▶ _THE INPUT_
::::::::

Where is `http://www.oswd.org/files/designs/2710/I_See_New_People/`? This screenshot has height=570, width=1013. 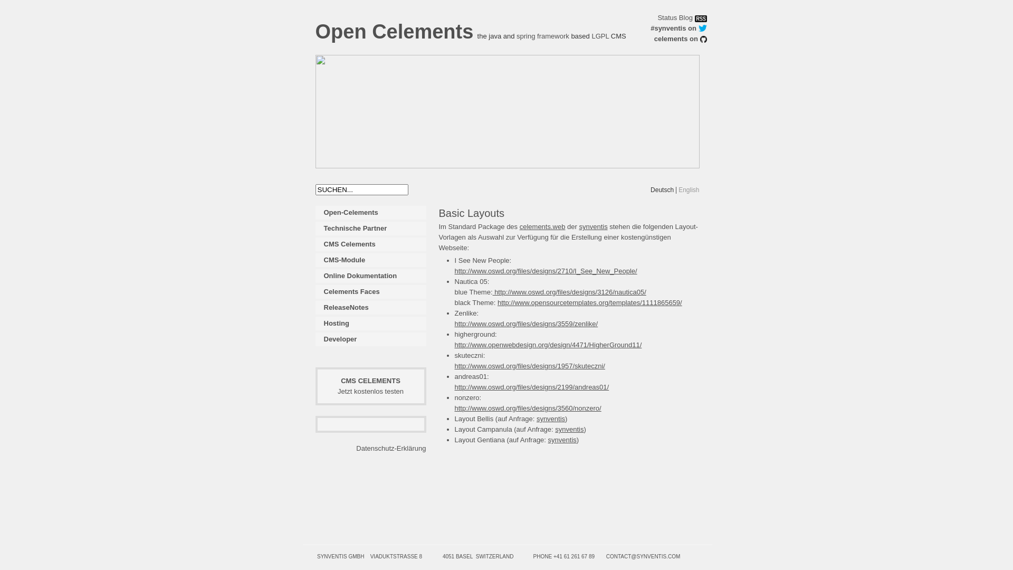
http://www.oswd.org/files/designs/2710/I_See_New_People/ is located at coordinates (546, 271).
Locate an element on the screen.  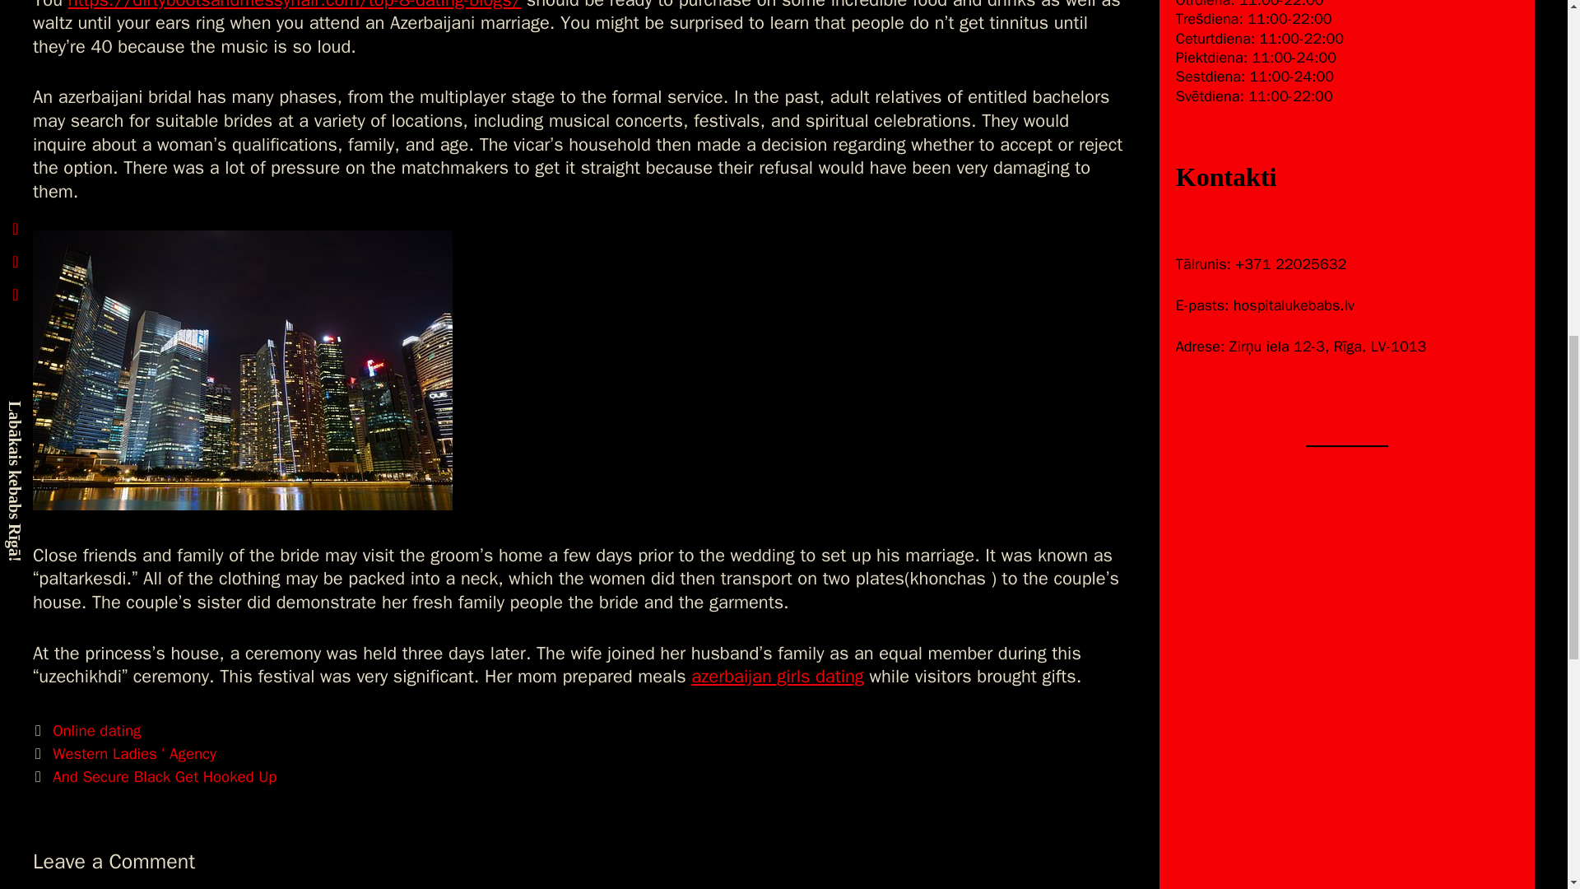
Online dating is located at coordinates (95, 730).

::::::::

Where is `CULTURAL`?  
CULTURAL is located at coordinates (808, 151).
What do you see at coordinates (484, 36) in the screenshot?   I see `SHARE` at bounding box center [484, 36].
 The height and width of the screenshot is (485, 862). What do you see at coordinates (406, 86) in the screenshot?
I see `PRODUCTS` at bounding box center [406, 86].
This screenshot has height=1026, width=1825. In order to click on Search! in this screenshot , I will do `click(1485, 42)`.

::::::::

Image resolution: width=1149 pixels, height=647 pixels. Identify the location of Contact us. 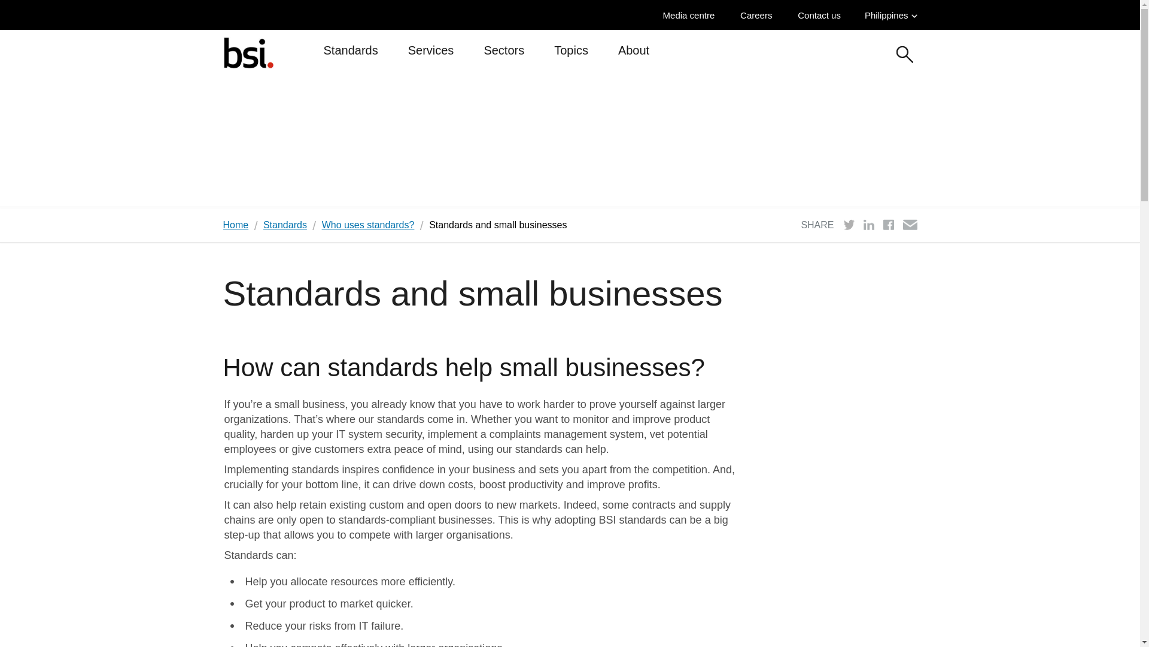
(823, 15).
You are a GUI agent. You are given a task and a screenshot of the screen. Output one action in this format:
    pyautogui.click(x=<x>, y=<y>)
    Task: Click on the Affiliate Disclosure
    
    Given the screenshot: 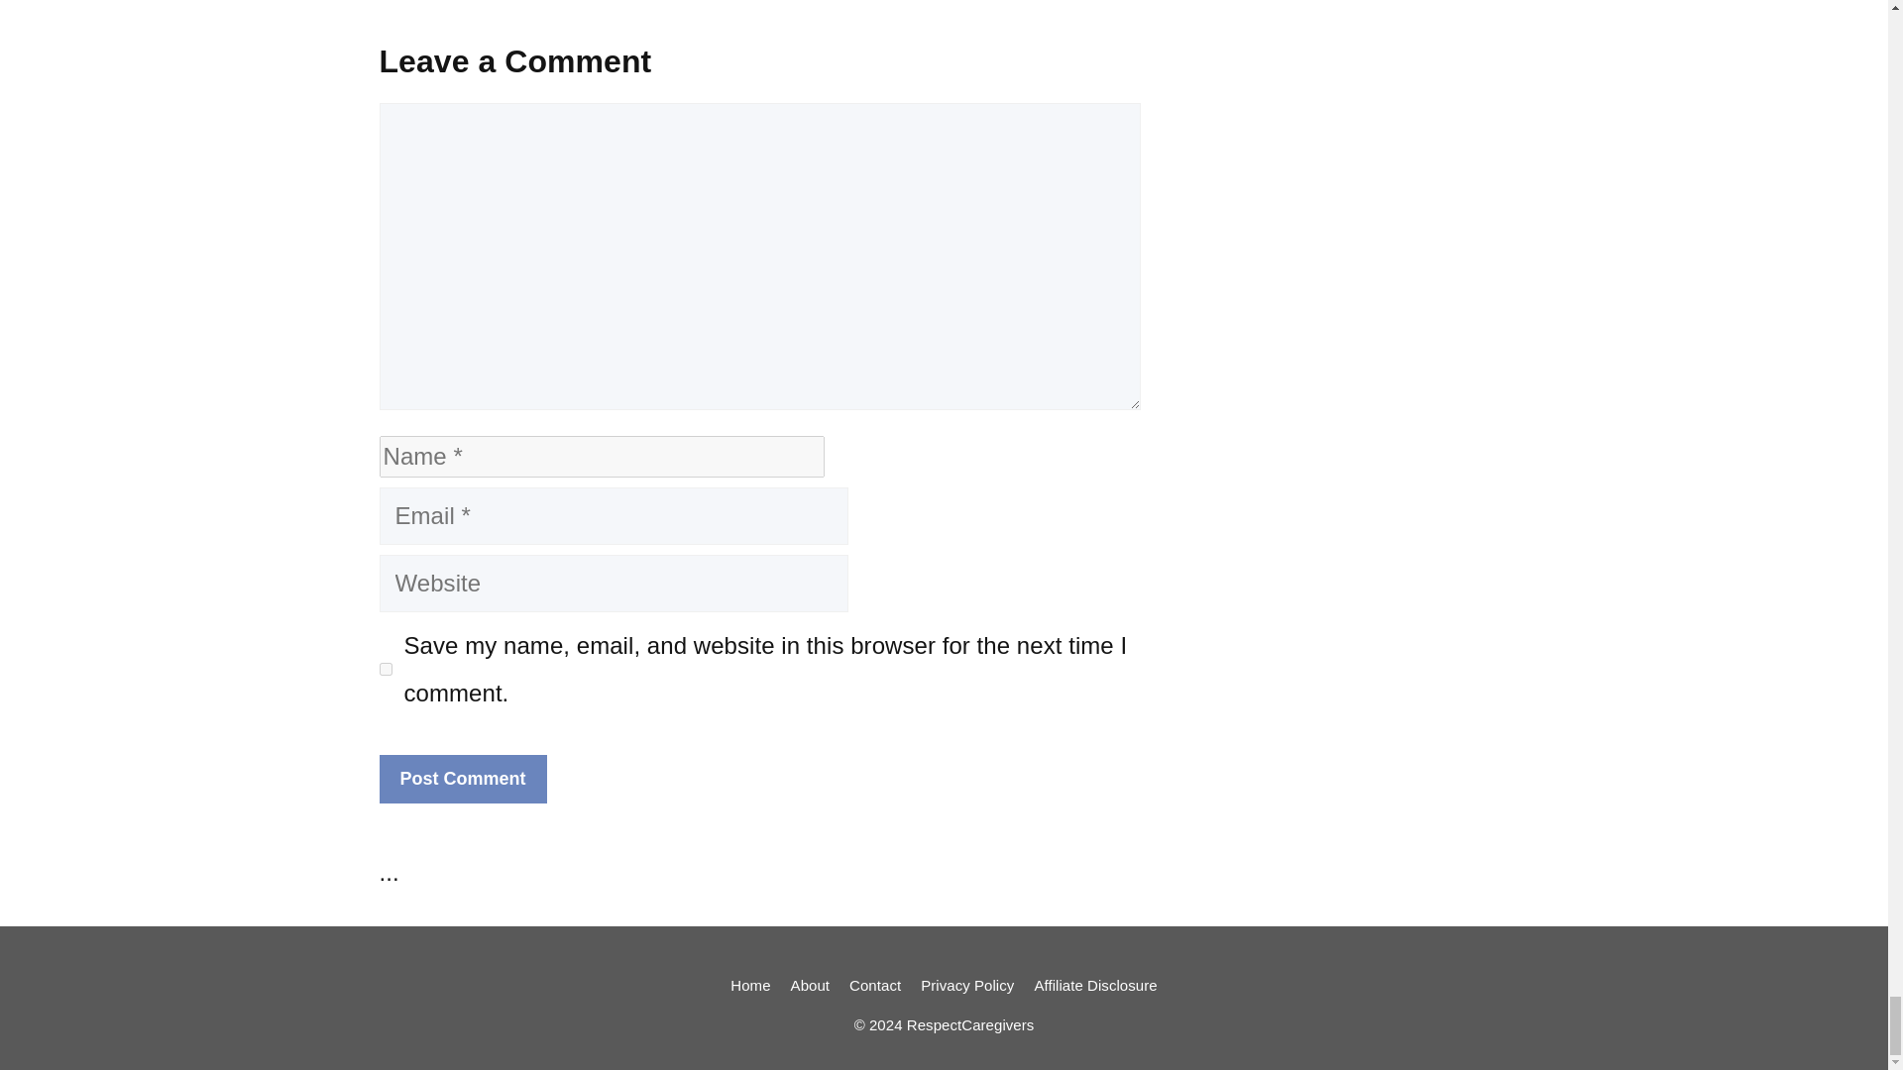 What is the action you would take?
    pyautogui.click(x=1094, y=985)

::::::::

▶ _DIRECTIONS_
Repeat, exactly as they stand above, the lines from the line with "What do you see at coordinates (484, 36)" to the line with "This screenshot has height=1026, width=1825.", both lines included.

▶ _EXERCISE SOLUTION_
What do you see at coordinates (484, 36) in the screenshot?   I see `SHARE` at bounding box center [484, 36].
 The height and width of the screenshot is (485, 862). What do you see at coordinates (406, 86) in the screenshot?
I see `PRODUCTS` at bounding box center [406, 86].
This screenshot has height=1026, width=1825. In order to click on Search! in this screenshot , I will do `click(1485, 42)`.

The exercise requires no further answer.